In 1885, the English surgeon Frederick Treves gave a series of talks at the Royal College of Surgeons of England. Treves’s most famous moment in abdominal history — treating Edward VII a few days before the king’s coronation by draining an abscess in the royal appendix — would come decades later. But even by the late 19th century, Treves was known among his peers as an expert of the guts. He spoke at length to his fellow doctors about the digestive tract, having examined it in a hundred or so cadavers.
The medical field was receptive to his findings. It remained so. As recently as 2008, textbooks like the 40th edition of “Gray’s Anatomy” echoed descriptions that Treves presented in his lectures. But Treves’s research contained an error that persisted for more than a century, wrote a pair of scientists in the Lancet Gastroenterology & Hepatology journal, published in November but spotted recently by the Independent: Treves neglected to give the mesentery, a double sheet of connective tissue that curls through the abdomen, the importance it deserved, as an organ.
Treves declared that the mesentery existed only sporadically, in disjointed ribbons, dispersed among the intestines and therefore did not meet the definition of an organ; an organ, broadly speaking, must be a self-contained structure that performs a specific bodily function.
That the mesentery was so divided was not correct, the researchers wrote in the new report. “The anatomic description that had been laid down over 100 years of anatomy was incorrect. This organ is far from fragmented and complex,” said J. Calvin Coffey, a study author and surgeon at the University of Limerick, Ireland, in a statement. “It is simply one continuous structure.”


_Task objective:_
Could you tally the lines of the entries that carry the string "button"? Reply with the number and nothing more.

# # # # #

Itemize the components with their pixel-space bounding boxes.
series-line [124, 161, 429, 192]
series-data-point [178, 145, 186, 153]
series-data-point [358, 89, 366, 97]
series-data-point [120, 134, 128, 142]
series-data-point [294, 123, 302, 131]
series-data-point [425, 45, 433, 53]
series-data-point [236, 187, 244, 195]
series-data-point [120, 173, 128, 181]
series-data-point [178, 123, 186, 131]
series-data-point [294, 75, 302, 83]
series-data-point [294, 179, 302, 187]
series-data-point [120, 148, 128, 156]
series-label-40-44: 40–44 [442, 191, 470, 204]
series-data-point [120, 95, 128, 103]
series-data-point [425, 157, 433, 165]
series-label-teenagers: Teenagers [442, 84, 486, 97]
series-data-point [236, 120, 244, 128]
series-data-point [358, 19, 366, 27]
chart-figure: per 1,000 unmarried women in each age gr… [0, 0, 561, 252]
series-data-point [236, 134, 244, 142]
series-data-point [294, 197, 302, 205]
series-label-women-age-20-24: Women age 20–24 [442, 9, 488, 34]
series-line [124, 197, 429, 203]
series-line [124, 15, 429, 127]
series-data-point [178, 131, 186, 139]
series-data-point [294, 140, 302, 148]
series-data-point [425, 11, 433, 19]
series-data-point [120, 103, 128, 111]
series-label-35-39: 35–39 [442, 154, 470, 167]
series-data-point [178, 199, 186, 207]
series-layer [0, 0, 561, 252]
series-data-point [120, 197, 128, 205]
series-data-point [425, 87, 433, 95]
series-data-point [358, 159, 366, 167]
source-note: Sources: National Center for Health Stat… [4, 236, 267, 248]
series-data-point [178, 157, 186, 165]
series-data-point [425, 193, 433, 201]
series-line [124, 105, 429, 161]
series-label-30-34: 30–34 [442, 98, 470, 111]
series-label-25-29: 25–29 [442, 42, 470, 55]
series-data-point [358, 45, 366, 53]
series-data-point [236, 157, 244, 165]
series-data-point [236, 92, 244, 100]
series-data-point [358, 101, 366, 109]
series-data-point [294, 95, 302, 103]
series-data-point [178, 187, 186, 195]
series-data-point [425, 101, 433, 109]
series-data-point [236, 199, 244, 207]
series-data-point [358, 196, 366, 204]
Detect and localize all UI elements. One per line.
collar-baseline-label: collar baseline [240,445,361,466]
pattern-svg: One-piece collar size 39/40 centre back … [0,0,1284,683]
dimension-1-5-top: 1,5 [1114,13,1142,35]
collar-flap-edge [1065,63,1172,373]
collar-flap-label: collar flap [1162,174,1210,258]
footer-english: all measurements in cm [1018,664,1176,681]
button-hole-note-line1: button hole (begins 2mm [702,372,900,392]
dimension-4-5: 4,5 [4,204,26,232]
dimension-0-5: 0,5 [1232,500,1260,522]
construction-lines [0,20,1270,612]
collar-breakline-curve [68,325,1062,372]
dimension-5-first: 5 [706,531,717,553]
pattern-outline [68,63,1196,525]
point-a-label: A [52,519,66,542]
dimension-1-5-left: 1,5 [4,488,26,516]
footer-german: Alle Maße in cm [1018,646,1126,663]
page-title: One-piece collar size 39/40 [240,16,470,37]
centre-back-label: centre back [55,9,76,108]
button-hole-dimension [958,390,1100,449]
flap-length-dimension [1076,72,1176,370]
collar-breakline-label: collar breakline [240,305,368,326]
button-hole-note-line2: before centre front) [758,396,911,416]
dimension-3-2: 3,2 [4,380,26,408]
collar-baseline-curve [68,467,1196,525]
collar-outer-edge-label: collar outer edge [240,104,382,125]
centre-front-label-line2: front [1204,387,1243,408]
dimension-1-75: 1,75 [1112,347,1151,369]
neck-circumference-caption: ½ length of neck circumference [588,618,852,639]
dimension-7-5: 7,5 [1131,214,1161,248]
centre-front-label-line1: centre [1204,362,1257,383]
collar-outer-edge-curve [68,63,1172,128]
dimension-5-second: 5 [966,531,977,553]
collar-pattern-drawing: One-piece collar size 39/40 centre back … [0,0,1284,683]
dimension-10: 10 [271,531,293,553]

# # # # #

_Your solution:_
3